Sure, if all you do is WOT racing then go for a carb if you want, but what you're saying is that the multiple people running over 1000 HP and going a lot faster than you in street cars are doing it all wrong because they are running a FAST system or Megasquirt? Sorry, I just can't go for that.

You said you've tuned EFI systems using the EEC Tuner and the Tweecer, I know a little about those systems, I know people that have used them and then gone to standalones and the difference in tuning is night and day. It sounds to me like you've never worked with a real standalone EFI system. Ford's EEC series is decent and will make power, but the driveability really isn't all that great. I can't even begin to explain how much better my car runs on Megasquirt than on the factory computer system. Power delivery is perfectly smooth, I can tune AFR at any RPM and MAP point I want to get it just like I want.

And at 400 dollars for a wideband and Megasquirt kit combined, it costs about the same as a new carb and it's all inclusive. No ignition boxes to buy, no two step boxes, it does it all.

If you can't make more power on EFI then you don't know what you're doing with the EFI system. I've seen back to back tests just like you, except the results showed about the same power, but quite a bit more torque, it's been a while so I can't tell you exact numbers. The fact that a carb turbo setup is such a hassle to setup and tune tells me that carbs are inferior to fuel injection, maybe they work, but by their very nature they cannot flow as much air as a fuel injection system without massive driveability reduction. Like I said, in order for a carb to operate it must introduce a restriction (the venturi) to pull fuel in.

I'd rather spend my time under the hood putting on hot new parts, not playing with the carb.

P.S.: Let's not forget the difference between peak HP and torque and average HP and torque. Just because someone makes 20 more HP or more torque or something like that, means nothing because it's the peak of the curve. What you have to look at is the area under the whole curve.

P.P.S: No I was wrong! http://store.summitracing.com/partde...5&autoview=sku
600 dollars! With the rebate! Wow, IGBT technology, that's the same thing that's in my Megasquirt ECU, and this isn't even an ECU, they make it sound so crazy high-tech.
My MS does pretty much all of that stuff...plus fuel control and table switching blah blah blah.
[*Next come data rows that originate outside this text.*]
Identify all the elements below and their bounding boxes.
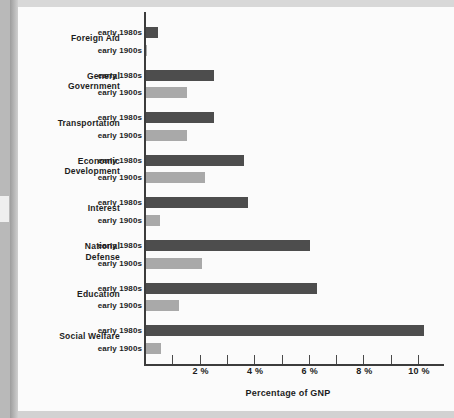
series-row-label: early 1980s [92,28,142,37]
bar [146,70,214,81]
bar [146,300,179,311]
x-axis-tick [309,355,310,364]
series-row-label: early 1980s [92,156,142,165]
bar [146,258,202,269]
x-axis-tick [200,355,201,364]
series-row-label: early 1900s [92,131,142,140]
bar [146,325,424,336]
series-row-label: early 1900s [92,259,142,268]
x-axis-tick [282,355,283,364]
bar [146,155,244,166]
series-row-label: early 1900s [92,301,142,310]
bar [146,130,187,141]
x-axis-tick-label: 8 % [356,366,372,376]
x-axis-tick-label: 6 % [302,366,318,376]
series-row-label: early 1900s [92,173,142,182]
series-row-label: early 1980s [92,326,142,335]
bar [146,87,187,98]
x-axis-tick [363,355,364,364]
series-row-label: early 1980s [92,71,142,80]
series-row-label: early 1980s [92,284,142,293]
chart-page: 2 %4 %6 %8 %10 % Foreign Aidearly 1980se… [0,0,454,418]
x-axis-title: Percentage of GNP [246,388,331,398]
bar [146,197,248,208]
bar [146,215,160,226]
bar [146,283,317,294]
x-axis-tick [391,355,392,364]
x-axis-tick-label: 4 % [247,366,263,376]
bar [146,240,310,251]
x-axis-tick [254,355,255,364]
bar [146,112,214,123]
series-row-label: early 1900s [92,46,142,55]
x-axis-line [144,364,444,366]
bar [146,27,158,38]
x-axis-tick-label: 2 % [192,366,208,376]
bar-chart: 2 %4 %6 %8 %10 % Foreign Aidearly 1980se… [0,0,454,418]
bar [146,343,161,354]
y-axis-line [144,12,146,365]
series-row-label: early 1900s [92,344,142,353]
x-axis-tick [336,355,337,364]
bar [146,45,147,56]
x-axis-tick [172,355,173,364]
x-axis-tick [418,355,419,364]
series-row-label: early 1980s [92,198,142,207]
series-row-label: early 1980s [92,241,142,250]
series-row-label: early 1980s [92,113,142,122]
x-axis-tick [227,355,228,364]
series-row-label: early 1900s [92,88,142,97]
series-row-label: early 1900s [92,216,142,225]
x-axis-tick-label: 10 % [408,366,430,376]
bar [146,172,205,183]
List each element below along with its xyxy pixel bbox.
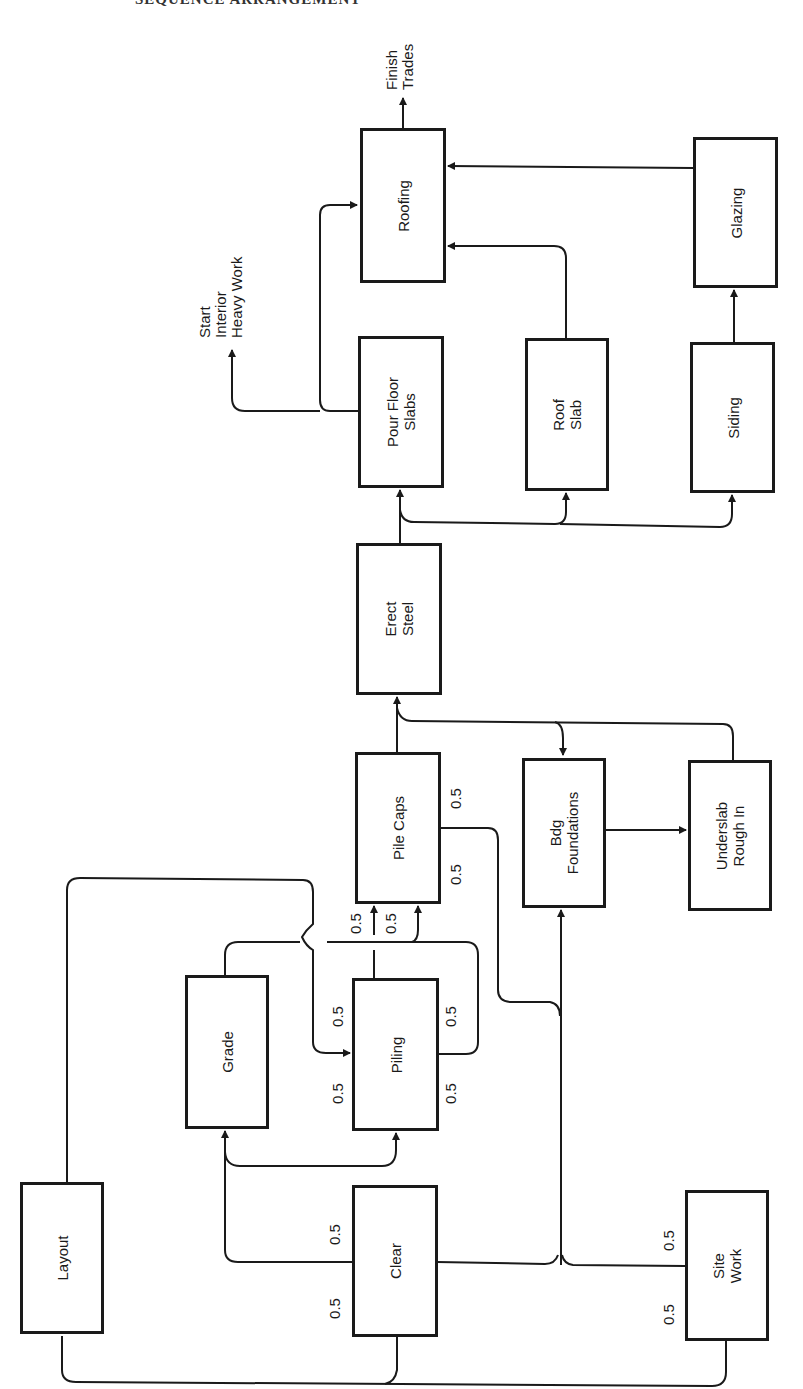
weight-label: 0.5 bbox=[326, 1298, 343, 1319]
weight-label: 0.5 bbox=[660, 1230, 677, 1251]
node-roof-slab: Roof Slab bbox=[525, 338, 609, 491]
node-siding: Siding bbox=[690, 342, 775, 493]
node-glazing: Glazing bbox=[693, 137, 778, 288]
node-label: Piling bbox=[387, 1036, 404, 1073]
node-layout: Layout bbox=[20, 1182, 104, 1334]
node-clear: Clear bbox=[352, 1185, 438, 1337]
node-label: Site Work bbox=[710, 1248, 744, 1283]
node-label: Siding bbox=[724, 397, 741, 439]
weight-label: 0.5 bbox=[326, 1224, 343, 1245]
node-bdg-foundations: Bdg Foundations bbox=[522, 758, 606, 908]
weight-label: 0.5 bbox=[660, 1304, 677, 1325]
node-label: Underslab Rough In bbox=[713, 801, 747, 869]
node-piling: Piling bbox=[352, 978, 439, 1131]
node-label: Pour Floor Slabs bbox=[384, 377, 418, 447]
node-label: Pile Caps bbox=[390, 796, 407, 860]
start-interior-label: Start Interior Heavy Work bbox=[197, 257, 245, 338]
node-site-work: Site Work bbox=[685, 1190, 769, 1341]
weight-label: 0.5 bbox=[382, 913, 399, 934]
weight-label: 0.5 bbox=[329, 1083, 346, 1104]
weight-label: 0.5 bbox=[329, 1006, 346, 1027]
node-label: Layout bbox=[54, 1235, 71, 1280]
node-grade: Grade bbox=[185, 975, 269, 1129]
node-label: Clear bbox=[387, 1243, 404, 1279]
weight-label: 0.5 bbox=[442, 1006, 459, 1027]
node-underslab-rough-in: Underslab Rough In bbox=[688, 760, 772, 911]
node-label: Roofing bbox=[395, 180, 412, 232]
weight-label: 0.5 bbox=[442, 1083, 459, 1104]
weight-label: 0.5 bbox=[447, 864, 464, 885]
finish-trades-label: Finish Trades bbox=[384, 44, 416, 90]
node-roofing: Roofing bbox=[360, 128, 446, 283]
node-pile-caps: Pile Caps bbox=[355, 752, 441, 904]
node-label: Grade bbox=[219, 1031, 236, 1073]
node-label: Roof Slab bbox=[550, 399, 584, 431]
node-label: Glazing bbox=[727, 187, 744, 238]
weight-label: 0.5 bbox=[347, 913, 364, 934]
node-pour-floor-slabs: Pour Floor Slabs bbox=[358, 336, 444, 488]
node-label: Bdg Foundations bbox=[547, 792, 581, 875]
node-erect-steel: Erect Steel bbox=[356, 543, 442, 695]
node-label: Erect Steel bbox=[382, 601, 416, 636]
weight-label: 0.5 bbox=[447, 788, 464, 809]
network-diagram: SEQUENCE ARRANGEMENT bbox=[0, 0, 803, 1389]
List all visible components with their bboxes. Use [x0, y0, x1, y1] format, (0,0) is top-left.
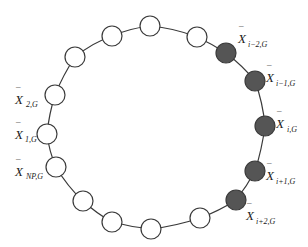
label-x-i-minus-1-g: X ¯ i−1,G: [265, 64, 296, 88]
individual-node: [73, 191, 93, 211]
selected-individual-node: [255, 116, 275, 136]
svg-text:¯: ¯: [266, 64, 272, 74]
population-nodes: [37, 16, 275, 239]
svg-text:i,G: i,G: [287, 125, 297, 134]
selected-individual-node: [245, 161, 265, 181]
individual-node: [141, 219, 161, 239]
individual-node: [190, 208, 210, 228]
individual-node: [140, 16, 160, 36]
individual-node: [37, 124, 57, 144]
selected-individual-node: [245, 71, 265, 91]
label-x-np-g: X ¯ NP,G: [14, 158, 43, 181]
individual-node: [65, 47, 85, 67]
label-x-i-plus-2-g: X ¯ i+2,G: [245, 202, 276, 226]
individual-node: [102, 26, 122, 46]
label-x-i-plus-1-g: X ¯ i+1,G: [265, 162, 296, 186]
svg-text:1,G: 1,G: [25, 135, 37, 144]
svg-text:¯: ¯: [15, 158, 21, 168]
svg-text:¯: ¯: [276, 110, 282, 120]
svg-text:NP,G: NP,G: [25, 172, 43, 181]
individual-node: [187, 27, 207, 47]
svg-text:¯: ¯: [246, 202, 252, 212]
svg-text:i+1,G: i+1,G: [276, 177, 296, 186]
svg-text:i+2,G: i+2,G: [256, 217, 276, 226]
svg-text:¯: ¯: [15, 86, 21, 96]
individual-node: [102, 212, 122, 232]
individual-node: [45, 85, 65, 105]
svg-text:2,G: 2,G: [26, 100, 38, 109]
label-x-2-g: X ¯ 2,G: [14, 86, 38, 109]
svg-text:¯: ¯: [15, 121, 21, 131]
selected-individual-node: [216, 43, 236, 63]
label-x-1-g: X ¯ 1,G: [14, 121, 37, 144]
svg-text:i−1,G: i−1,G: [276, 79, 296, 88]
svg-text:i−2,G: i−2,G: [248, 40, 268, 49]
individual-node: [46, 157, 66, 177]
svg-text:¯: ¯: [238, 25, 244, 35]
svg-text:¯: ¯: [266, 162, 272, 172]
ring-diagram: X ¯ 2,G X ¯ 1,G X ¯ NP,G X ¯ i−2,G X ¯ i…: [0, 0, 308, 247]
label-x-i-g: X ¯ i,G: [275, 110, 297, 134]
selected-individual-node: [226, 190, 246, 210]
label-x-i-minus-2-g: X ¯ i−2,G: [237, 25, 268, 49]
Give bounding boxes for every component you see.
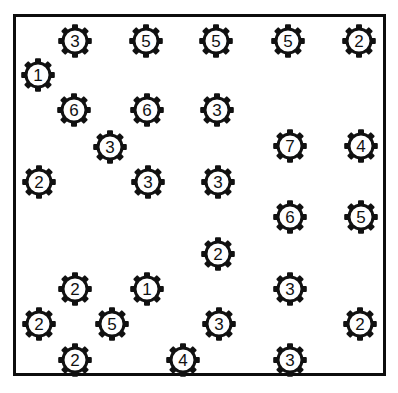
gear-label: 2 [355, 315, 364, 334]
gear-label: 3 [143, 173, 152, 192]
gear-label: 2 [34, 315, 43, 334]
gear-icon: 2 [197, 233, 239, 275]
gear-icon: 6 [269, 196, 311, 238]
gear-label: 4 [178, 351, 187, 370]
gear-icon: 3 [54, 20, 96, 62]
gear-diagram-canvas: 3555216633742336522132532243 [0, 0, 398, 393]
gear-icon: 5 [195, 20, 237, 62]
gear-icon: 6 [53, 89, 95, 131]
gear-label: 2 [70, 351, 79, 370]
gear-icon: 4 [162, 339, 204, 381]
gear-icon: 4 [340, 125, 382, 167]
gear-label: 2 [213, 245, 222, 264]
gear-label: 3 [214, 315, 223, 334]
gear-label: 6 [142, 101, 151, 120]
gear-label: 2 [70, 280, 79, 299]
gear-icon: 5 [340, 196, 382, 238]
gear-icon: 3 [198, 303, 240, 345]
gear-label: 7 [285, 137, 294, 156]
gear-icon: 2 [18, 161, 60, 203]
gear-label: 6 [285, 208, 294, 227]
gear-label: 3 [105, 138, 114, 157]
gear-icon: 3 [269, 339, 311, 381]
gear-icon: 3 [127, 161, 169, 203]
gear-icon: 2 [54, 268, 96, 310]
gear-icon: 3 [196, 89, 238, 131]
gear-label: 3 [285, 280, 294, 299]
gear-icon: 6 [126, 89, 168, 131]
gear-label: 5 [283, 32, 292, 51]
gear-icon: 2 [338, 20, 380, 62]
gear-icon: 3 [89, 126, 131, 168]
gear-label: 3 [285, 351, 294, 370]
gear-label: 5 [107, 315, 116, 334]
gear-label: 5 [141, 32, 150, 51]
gear-label: 2 [354, 32, 363, 51]
gear-icon: 7 [269, 125, 311, 167]
gear-label: 5 [356, 208, 365, 227]
gear-label: 3 [70, 32, 79, 51]
gear-icon: 2 [339, 303, 381, 345]
gear-label: 1 [142, 280, 151, 299]
gear-label: 4 [356, 137, 365, 156]
gear-label: 6 [69, 101, 78, 120]
gear-label: 5 [211, 32, 220, 51]
gear-icon: 5 [125, 20, 167, 62]
gear-icon: 2 [54, 339, 96, 381]
gear-icon: 5 [267, 20, 309, 62]
gear-icon: 5 [91, 303, 133, 345]
gear-label: 2 [34, 173, 43, 192]
gear-icon: 3 [269, 268, 311, 310]
gear-icon: 3 [197, 161, 239, 203]
gear-label: 1 [33, 66, 42, 85]
gear-label: 3 [212, 101, 221, 120]
gear-label: 3 [213, 173, 222, 192]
And the individual timing feature, I'll admit that's pretty cool, if you actually have a way of determining which cylinder needs timing pulled, which is nearly impossible to figure out, plus you'll need a crank trigger for that feature, your distributor's just not gonna give the information needed to do individual cylinder timing control.

Last edited by John L.; Apr 6, 2006 at 11:35 AM.